Seafile is doing a lot of stuff behind the scenes that samba isn’t doing. Samba was designed to be fast over local networks just streaming data to and from the server’s disk as quickly as old hardware could go (lots of the protocol was designed over 10 years ago). Samba wasn’t designed to be used on the internet and isn’t safe to expose to the internet.
Seafile is designed with over-the-internet links in mind. So it does things like transfer data over http (optionally https), locally cache files, and chop files up into chunks in a clever and somewhat complicated way, and deduplicate on those chunks. This means that other resources can easily become the bottleneck. The CPU at either end can more easily limit speed because there is so much more CPU work being done in seafile than in samba. But if you edit a large file with a slow network between you and the server (coffee shop wifi for example), seafile might feel much faster.

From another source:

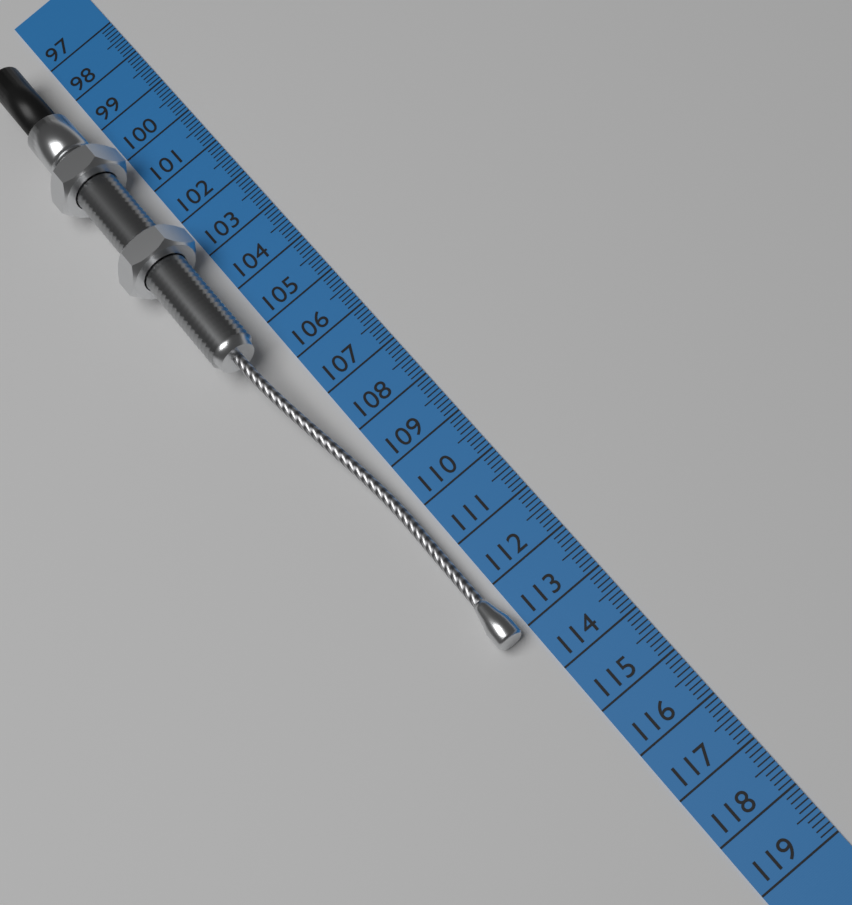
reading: 113.1 cm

I tried a similar test with my seafile server which is also a Debian 9 VM, KVM and no Docker. Sorry, I don’t have windows to test from, so this is from my Linux desktop. Everything was capped by my old wifi router, so I did this over Ethernet. For a 2GB file
Smaba gets about 68MB/s.
SeaDrive took close to 100% of one CPU on my desktop while it was writing the file:
dd if=/dev/urandom of=drive_test_random2 oflag=sync bs=1M count=2048
2147483648 bytes (2.1 GB, 2.0 GiB) copied, 86.5861 s, 24.8 MB/s
Then it started to send that to the server, which took 71 seconds, so about 29MB/s.
Now back to my point that the comparison doesn’t reveal that there is a problem. I copied that same file in under a new name on both samba and SeaDrive. Samba got the same 68MB/s. SeaDrive spent 68 seconds processing the file:
dd if=/tmp/drive_test_random2 of=drive_test_random3 oflag=sync bs=1M
2147483648 bytes (2.1 GB, 2.0 GiB) copied, 68.3336 s, 31.4 MB/s
And then in about 5 seconds the file was on the server, which gives an effective speed of about 410MB/s.
How? I am speculating here, but I think it is because the file gets broken into chunks and deduplicated, SeaDrive didn’t have to send any part of the file, just a filename and list of blocks that make up the file. This means that if I edit that file to put different data in the middle it will only have to send that part:
dd if=/dev/urandom of=drive_test_random3 bs=1M skip=512 count=512 conv=notrunc oflag=sync
536870912 bytes (537 MB, 512 MiB) copied, 21.8161 s, 24.6 MB/s
The processing time is about the same, but then it uploaded that 512MB of changes in about 22 seconds, so at about 23MB/s, but 93MB/s if you count that as 2GB uploaded in 22 seconds.
So your speeds don’t seem bad at all. It just different tech with different trade-offs.